Naming Monsters
By (Author) Hannah Eaton
Myriad Editions
Myriad Editions
27th June 2013
United Kingdom
General
Fiction
Fantasy
741.5942
Paperback
192
Width 127mm, Height 203mm
Seventeen-year-old Fran is plagued by monsters. They leach out from the folklore and legend where they belong, and invade her thoughts and dreams. We meet her at the end of the summer of 1993, dealing with the unassailable fact of her mother's recent death. Fearing the results of her GCSE retakes as well as vaster, darker forces, she gets through the day with the help of a motley crew of characters, including her Nana, her best friend Alex, and an elderly eccentric from the local pub. As she shuttles to and fro between the time-warp of her Nana's flat and the cosy suburb she grew up in, Fran begins to claim her grief back from the monsters and live with it in the everyday.
'A strange and haunting contemporary folk tale about how our inner demons can be battled against but seldom defeated. It will stay with you, incubus-like, long after you've finished it. Beware and enjoy.' Ian Rankin 'Very impressive...this is scary good.' Alison Bechdel 'Naming Monsters is a unique book, an obvious labour of love. It's intimate, poignant, sometimes very moving and often genuinely creepy.' Bryan Talbot 'Naming Monsters seems so inviting, so recognisable; peppered with sublimely rude humour, intertwined with folklore and still able to spring powerful emotional punches.' Hannah Berry 'This is the first graphic novel I've read in years and it reminded me how much I enjoy them. A stunning and yet poignant look at life after the death of a loved one through the eyes of the young at heart.' Serendipity Reviews 'This was one of those books that I knew was going to be good right from the start, and it didn't disappoint [...] Naming Monsters is beautiful and honest and if you were a teenager in the '90s you will probably love it.' An Armchair by the Sea 'It's hard to believe this is a 'first' graphic novel, it's such an accomplished work, both in terms of the narrative and its structural composition, but indeed also the art.' Jonathan, Page45. 'Eaton has an astonishingly keen ear for dialogue, catching the particular rhythms and inflections of teenage banter with an ease one rarely sees in any form of fiction, let alone comics.' Andy Oliver, Broken Frontier
Hannah Eaton was born in London and now lives in Brighton. She is an artist, writer and performer, and a learning mentor in a primary school.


### Task description
Scan the records below. Report the number of lines containing the word "source", and nothing more.

(Exercise input begins)

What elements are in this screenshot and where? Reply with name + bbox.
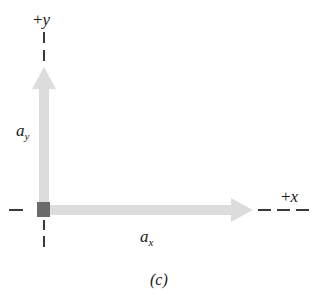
x-axis-dash-left-1 — [9, 209, 23, 211]
vector-ay-label: ay — [16, 122, 29, 142]
y-axis-label: +y — [33, 11, 50, 28]
vector-ay-label-base: a — [16, 121, 25, 140]
y-axis-dash-upper-2 — [43, 50, 45, 61]
origin-marker — [37, 202, 50, 217]
vector-ay-shaft — [39, 88, 49, 212]
vector-ay-label-sub: y — [25, 130, 30, 142]
vector-ax-label: ax — [140, 228, 153, 248]
vector-ax-label-base: a — [140, 227, 149, 246]
x-axis-dash-right-3 — [296, 209, 309, 211]
y-axis-dash-lower-2 — [43, 236, 45, 247]
vector-ay-arrowhead — [32, 67, 56, 89]
x-axis-label-letter: x — [291, 187, 299, 206]
vector-ax-label-sub: x — [149, 236, 154, 248]
y-axis-dash-lower-1 — [43, 220, 45, 230]
y-axis-label-letter: y — [43, 10, 51, 29]
x-axis-label-text: + — [281, 187, 291, 206]
figure-caption: (c) — [150, 272, 168, 288]
y-axis-dash-upper-1 — [43, 32, 45, 43]
x-axis-dash-right-1 — [258, 209, 271, 211]
y-axis-label-text: + — [33, 10, 43, 29]
vector-components-figure: +y +x ay ax (c) — [0, 0, 318, 299]
x-axis-dash-right-2 — [277, 209, 290, 211]
vector-ax-arrowhead — [231, 198, 253, 222]
x-axis-label: +x — [281, 188, 298, 205]
vector-ax-shaft — [45, 205, 231, 215]
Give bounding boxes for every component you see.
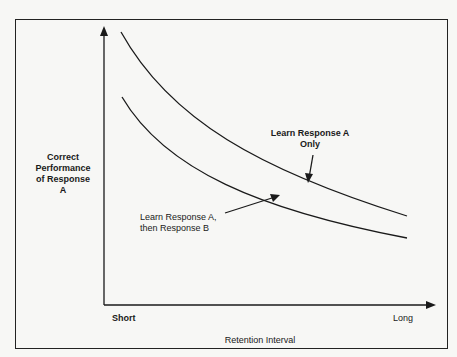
y-label-line: Performance	[28, 163, 98, 174]
y-axis-arrowhead-icon	[100, 26, 108, 36]
y-label-line: of Response	[28, 174, 98, 185]
label-learn-a-only: Learn Response A Only	[255, 128, 365, 150]
curve-learn-a-only	[121, 32, 407, 216]
arrow-lower-shaft	[225, 197, 275, 213]
y-label-line: A	[28, 185, 98, 196]
y-axis-label: Correct Performance of Response A	[28, 152, 98, 196]
x-tick-long: Long	[393, 313, 413, 324]
curve-label-line: then Response B	[140, 223, 230, 234]
x-axis-label: Retention Interval	[200, 335, 320, 346]
curve-label-line: Learn Response A,	[140, 212, 230, 223]
x-tick-short: Short	[112, 313, 136, 324]
x-axis-arrowhead-icon	[426, 301, 436, 309]
arrow-lower-head-icon	[270, 194, 280, 202]
label-learn-a-then-b: Learn Response A, then Response B	[140, 212, 230, 234]
y-label-line: Correct	[28, 152, 98, 163]
curve-label-line: Only	[255, 139, 365, 150]
curve-label-line: Learn Response A	[255, 128, 365, 139]
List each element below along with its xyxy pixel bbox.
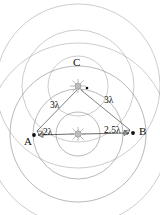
label-point-c: C xyxy=(73,57,80,68)
lower-source-marker xyxy=(70,127,86,141)
label-distance-upper-to-a: 3λ xyxy=(50,101,59,111)
label-distance-source-to-b: 2.5λ xyxy=(104,126,120,136)
label-point-b: B xyxy=(139,126,146,137)
point-marker-b xyxy=(131,131,135,135)
lower-wavefront-4 xyxy=(0,43,160,215)
wave-interference-figure: A B C 2λ 2.5λ 3λ 3λ xyxy=(0,0,160,215)
label-distance-upper-to-b: 3λ xyxy=(104,96,113,106)
upper-source-marker xyxy=(70,79,86,93)
point-marker-a xyxy=(32,133,36,137)
label-distance-source-to-a: 2λ xyxy=(43,128,52,138)
line-upper-to-a xyxy=(37,90,77,131)
label-point-a: A xyxy=(24,136,32,147)
lower-source-wavefronts xyxy=(0,43,160,215)
point-marker-c-dot xyxy=(86,87,89,90)
figure-canvas xyxy=(0,0,160,215)
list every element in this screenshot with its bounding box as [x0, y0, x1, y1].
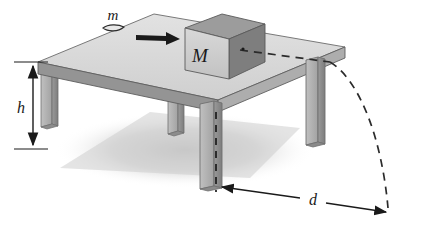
distance-dimension: d: [222, 187, 386, 212]
distance-arrow-right: [326, 203, 386, 212]
trajectory-arc: [330, 62, 388, 208]
physics-figure: M m h d: [0, 0, 424, 238]
table-leg-right: [306, 57, 325, 147]
height-label: h: [17, 99, 25, 116]
bullet-m: m: [103, 7, 124, 31]
block-mass-label: M: [191, 45, 209, 66]
trajectory-origin-dot: [241, 47, 244, 50]
distance-arrow-left: [222, 187, 300, 198]
table-leg-front-center: [200, 101, 222, 191]
distance-label: d: [309, 191, 318, 208]
diagram-canvas: M m h d: [0, 0, 424, 238]
ground-shadow: [55, 112, 315, 188]
bullet-mass-label: m: [108, 7, 119, 23]
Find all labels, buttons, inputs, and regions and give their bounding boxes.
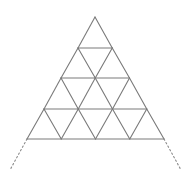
dotted-extension-right — [164, 139, 181, 170]
edge-right — [112, 48, 129, 78]
edge-left — [130, 109, 147, 139]
edge-right — [113, 109, 130, 139]
edge-right — [95, 78, 112, 109]
edge-left — [78, 78, 95, 109]
edge-right — [78, 109, 95, 139]
edge-right — [78, 48, 95, 78]
edge-left — [78, 17, 95, 48]
edge-right — [130, 78, 147, 109]
edge-left — [61, 48, 78, 78]
dotted-extensions — [10, 139, 181, 170]
triangle-grid — [27, 17, 164, 139]
edge-right — [95, 17, 112, 48]
edge-left — [27, 109, 44, 139]
triangle-diagram — [0, 0, 193, 179]
edge-right — [44, 109, 61, 139]
dotted-extension-left — [10, 139, 27, 170]
triangle-grid-figure — [0, 0, 193, 179]
edge-right — [147, 109, 164, 139]
edge-right — [61, 78, 78, 109]
edge-left — [96, 109, 113, 139]
edge-left — [113, 78, 130, 109]
edge-left — [95, 48, 112, 78]
edge-left — [44, 78, 61, 109]
edge-left — [61, 109, 78, 139]
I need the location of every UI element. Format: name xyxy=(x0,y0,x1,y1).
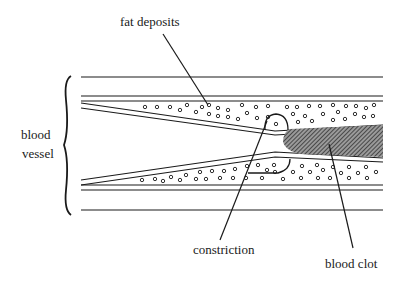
blood-clot xyxy=(283,125,383,157)
constriction-label: constriction xyxy=(193,242,254,258)
blood-vessel-label-line1: blood xyxy=(21,127,51,143)
fat-deposits-pointer xyxy=(163,34,208,105)
constriction-pointer xyxy=(220,121,267,240)
blood-vessel-brace xyxy=(64,76,71,215)
blood-vessel-label-line2: vessel xyxy=(22,146,54,162)
fat-deposits-label: fat deposits xyxy=(120,14,180,30)
blood-clot-label: blood clot xyxy=(325,256,377,272)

(Exercise input ends)

### Final answer
5